Minsheng Contemporary Art Museum
Beijing, China

Beijing’s Minsheng Contemporary Art Museum is defined by dynamic spaces. Photograph: Studio Pei-Zhu
Beijing’s Minsheng Contemporary Art Museum is defined by dynamic spaces. Photograph: Studio Pei-Zhu
The largest private museum in China, Beijing’s Minsheng Contemporary Art Museum opened in 2015, and is the third institution to bear the Minsheng name (the others are both in Shanghai). Designed by Studio Pei-Zhu, the museum – housed in a former Panasonic electronics factory – comprises a series of exhibition spaces whose white walls are tempered by raw concrete floors and stairs. Architect Zhu Pei explains his thinking: “It is important for people to have a ‘walk-through’ experience in the spaces rather than the visual experience of just standing in front of the artworks.” The museum also features a sculpture park and rooftop exhibition space.

Design Museum
London, UK

A render of inside London’s new 107,639-square-foot Design Museum, due to open in November. Image: Alex Morris
A render of inside London’s new 107,639-square-foot Design Museum, due to open in November. Image: Alex Morris
Opened in 1989 on London’s Shad Thames, in what was once a banana warehouse, the Design Museum was the brainchild of Sir Terence Conran and conceived as a showcase for product, graphic, industrial, architectural, and fashion design. In 2011, Conran donated £17.5 million ($23.1 million) to allow the museum to relocate to a larger home in west London – a Grade II* listed 1960s building, formerly the site of the Commonwealth Institute. When the Design Museum opens its doors in Kensington in November, it will offer a free permanent display of its Designer Maker User collection, which includes the first laptop by British designer Bill Moggridge, and Ettore Sottsass and Perry King’s Valentine typewriter for Olivetti. King of minimalism John Pawson has remodeled the interior in a project that has led to a threefold increase in the museum’s size.

An atrium will cut through the Design Museum's floor plan and reveal the underside of the concrete roof. Image: Alex Morris
An atrium will cut through the Design Museum's floor plan and reveal the underside of the concrete roof. Image: Alex Morris

Deyan Sudjic OBE, director of the Design Museum, is understandably excited about the move: “The new Design Museum in Kensington will enable us to become the most inspiring, exciting, and engaging museum dedicated to contemporary design and architecture in the world.

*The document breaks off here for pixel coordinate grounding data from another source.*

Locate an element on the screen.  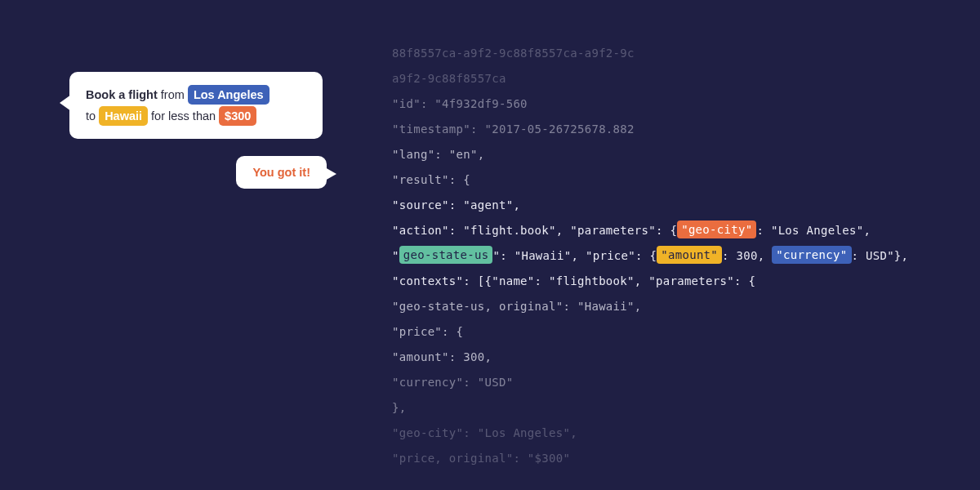
code-line: "lang": "en", is located at coordinates (670, 155).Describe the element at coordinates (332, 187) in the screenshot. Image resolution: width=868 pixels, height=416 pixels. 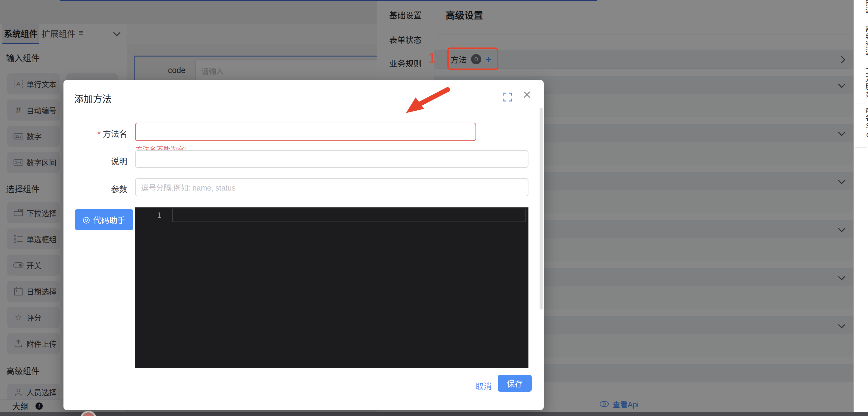
I see `params-input: 逗号分隔,例如: name, status` at that location.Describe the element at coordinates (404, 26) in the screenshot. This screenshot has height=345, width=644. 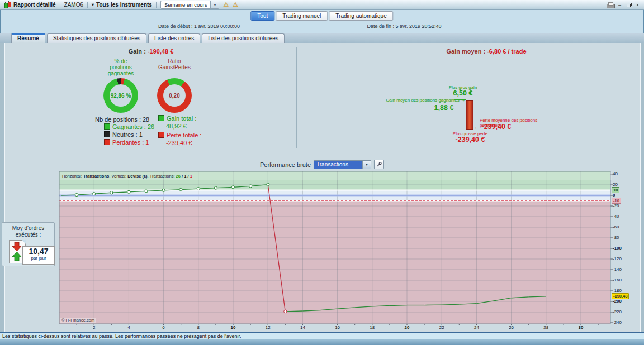
I see `date-end: Date de fin : 5 avr. 2019 20:52:40` at that location.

Design asks questions about the world around us and the museum will have a program that encourages new ways of working and thinking, encouraging the next generation of design talent and communicating the importance of design in the everyday.”

Garage Museum of Contemporary Art
Moscow, Russia

The 65,000-square-foot Garage Museum of Contemporary Art occupies a former 1,000-seat restaurant, reworked by Rem Koolhaas. Photograph: Iwan Baan/courtesy of OMA
The 65,000-square-foot Garage Museum of Contemporary Art occupies a former 1,000-seat restaurant, reworked by Rem Koolhaas. Photograph: Iwan Baan/courtesy of OMA
The then Garage Center for Contemporary Culture opened in 2008 in what was once the Bakhmetevsky Bus Garage with an invitation-only ceremony featuring a performance by the late Amy Winehouse. The museum was created to house the private collections of Dasha Zhukova and Roman Abramovich. “Garage was founded with an international perspective, but now we are increasingly recognized as an internationally significant organization that not only presents, but also creates culture,” says Zhukova.

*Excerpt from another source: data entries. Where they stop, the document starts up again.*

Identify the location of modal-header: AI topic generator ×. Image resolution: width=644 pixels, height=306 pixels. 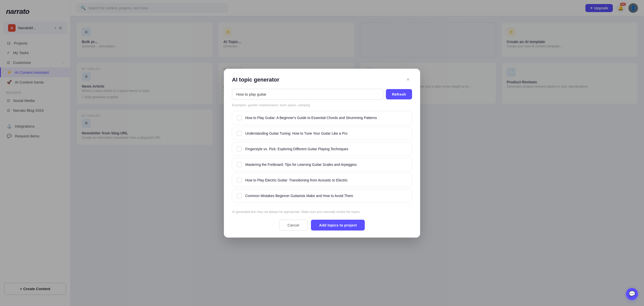
(322, 79).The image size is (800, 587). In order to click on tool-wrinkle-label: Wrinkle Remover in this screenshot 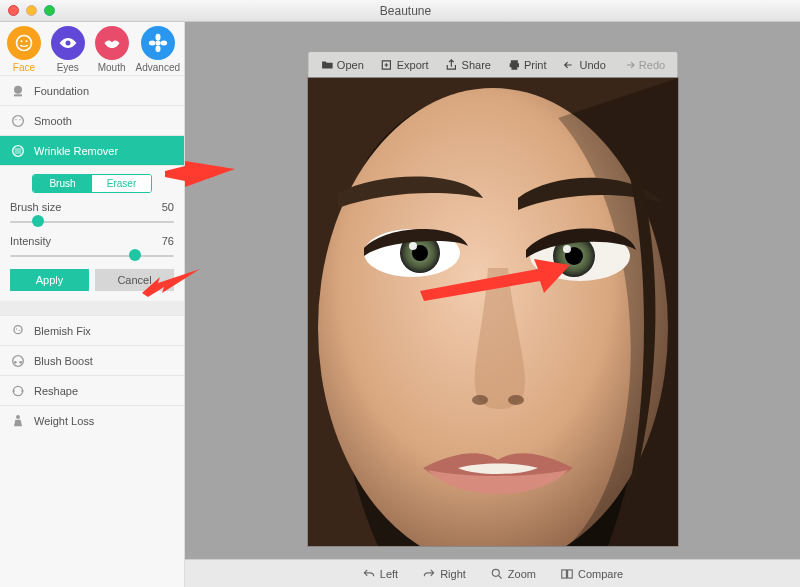, I will do `click(76, 151)`. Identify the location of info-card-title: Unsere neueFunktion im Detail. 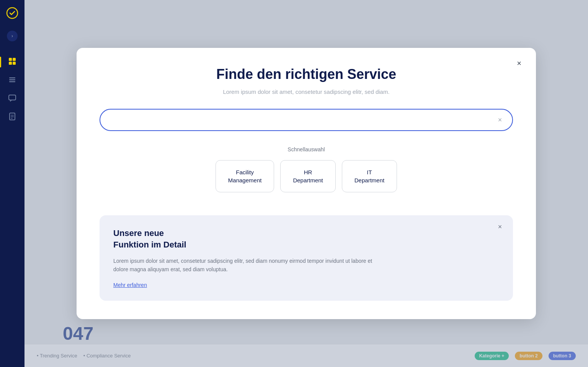
(306, 239).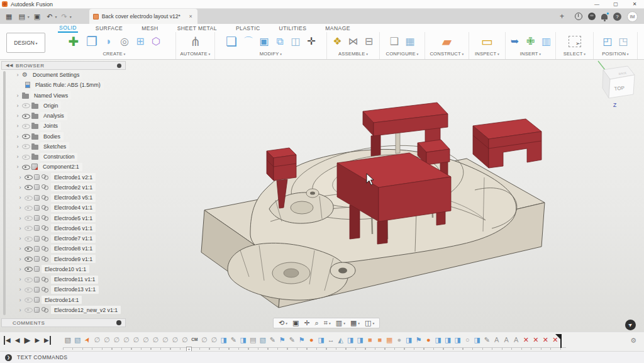  Describe the element at coordinates (61, 167) in the screenshot. I see `browser-item-label: Component2:1` at that location.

Garage is recognized as an organization that creates as well as presents culture

“What started as a project to provide a platform in Moscow for great contemporary art has evolved into the forward-thinking contemporary museum we are today.” The museum was renamed Garage Museum of Contemporary Art in 2014, and took up residence in its present location last summer. Garage’s new home, a modernist building remodeled by Rem Koolhaas, is now the perfect backdrop for works by the likes of Mark Rothko, Cindy Sherman, and Jeff Koons. The gallery’s name comes from Garage Magazine, which was also founded by Zhukova.